The Royal Naval College was formerly the Greenwich Hospital for naval pensioners, on the lines of the Chelsea Hospital for army veterans. A listed building,
it was the work of Sir Christopher Wren, Nicholas Hawksmoor (as Wren's
assistant), Sir John Vanbrugh (successor to Wren) and others , and was built 1694-1742, with later additions.
It is on the site of Greenwich Palace, where Henry VIII, Queen Mary,
and Elizabeth I were all born, in Greenwich. Although it
now houses the University of Greenwich and Trinity College of Music
The Painted Hall is the great work of Sir James Thornhill (1675/6-1734):
"Thornhill worked here for nearly twenty years, receiving £3 a yard for
the ceiling and £1 a yard for the walls; but he has left us a legacy
not easily reckoned in pounds" (Mee 844). Designed by another pioneer
of neo-classicism, James "Athenian" Stuart (1713-1788), the chapel was
completed in 1779 after Wren's original chapel was destroyed by fire.
Dedicated to St Peter and St Paul, it has splendid painted and
sculptural work by Benjamin West (1738-1820), most notably his
celebrated painting behind the altar, of St Paul miraculously surviving a
viper's bite when he was shipwrecked on Malta.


**WHAT YOU SHOULD DO:**
Return only those lines of the listing in which "annotations" appears.

[ENTRIES PROVIDED Boundary: Start]

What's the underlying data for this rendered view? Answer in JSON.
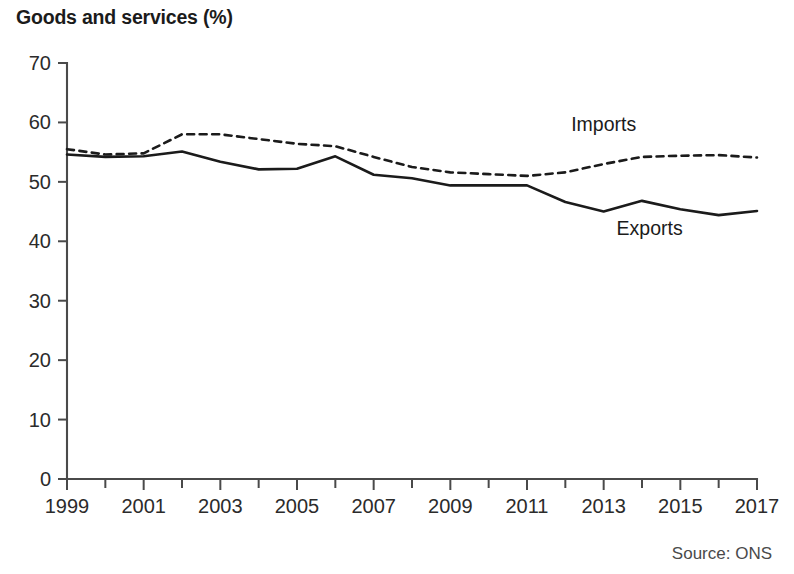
{
  "chart_data": {
    "type": "line",
    "title": "Goods and services (%)",
    "subtitle": "",
    "xlabel": "",
    "ylabel": "",
    "source": "Source: ONS",
    "grid": false,
    "legend_position": "inline-annotations",
    "xlim": [
      1999,
      2017
    ],
    "ylim": [
      0,
      70
    ],
    "yticks": [
      0,
      10,
      20,
      30,
      40,
      50,
      60,
      70
    ],
    "ytick_labels": [
      "0",
      "10",
      "20",
      "30",
      "40",
      "50",
      "60",
      "70"
    ],
    "x": [
      1999,
      2000,
      2001,
      2002,
      2003,
      2004,
      2005,
      2006,
      2007,
      2008,
      2009,
      2010,
      2011,
      2012,
      2013,
      2014,
      2015,
      2016,
      2017
    ],
    "xticks_major": [
      1999,
      2001,
      2003,
      2005,
      2007,
      2009,
      2011,
      2013,
      2015,
      2017
    ],
    "xtick_labels": [
      "1999",
      "2001",
      "2003",
      "2005",
      "2007",
      "2009",
      "2011",
      "2013",
      "2015",
      "2017"
    ],
    "xticks_minor": [
      2000,
      2002,
      2004,
      2006,
      2008,
      2010,
      2012,
      2014,
      2016
    ],
    "series": [
      {
        "name": "Imports",
        "style": "dashed",
        "color": "#1b1b1b",
        "label_text": "Imports",
        "values": [
          55.5,
          54.6,
          54.8,
          58.0,
          58.0,
          57.2,
          56.4,
          56.0,
          54.2,
          52.5,
          51.6,
          51.3,
          51.0,
          51.6,
          53.0,
          54.2,
          54.4,
          54.5,
          54.1
        ]
      },
      {
        "name": "Exports",
        "style": "solid",
        "color": "#1b1b1b",
        "label_text": "Exports",
        "values": [
          54.6,
          54.2,
          54.3,
          55.1,
          53.4,
          52.1,
          52.2,
          54.3,
          51.2,
          50.6,
          49.4,
          49.4,
          49.4,
          46.6,
          45.0,
          46.8,
          45.4,
          44.4,
          45.1
        ]
      }
    ],
    "annotations": [
      {
        "text": "Imports",
        "x_value": 2013.0,
        "y_value": 58.6
      },
      {
        "text": "Exports",
        "x_value": 2014.2,
        "y_value": 41.0
      }
    ]
  }
}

[ENTRIES PROVIDED Boundary: End]

**FINISHED TASK:**
    "legend_position": "inline-annotations",
    "annotations": [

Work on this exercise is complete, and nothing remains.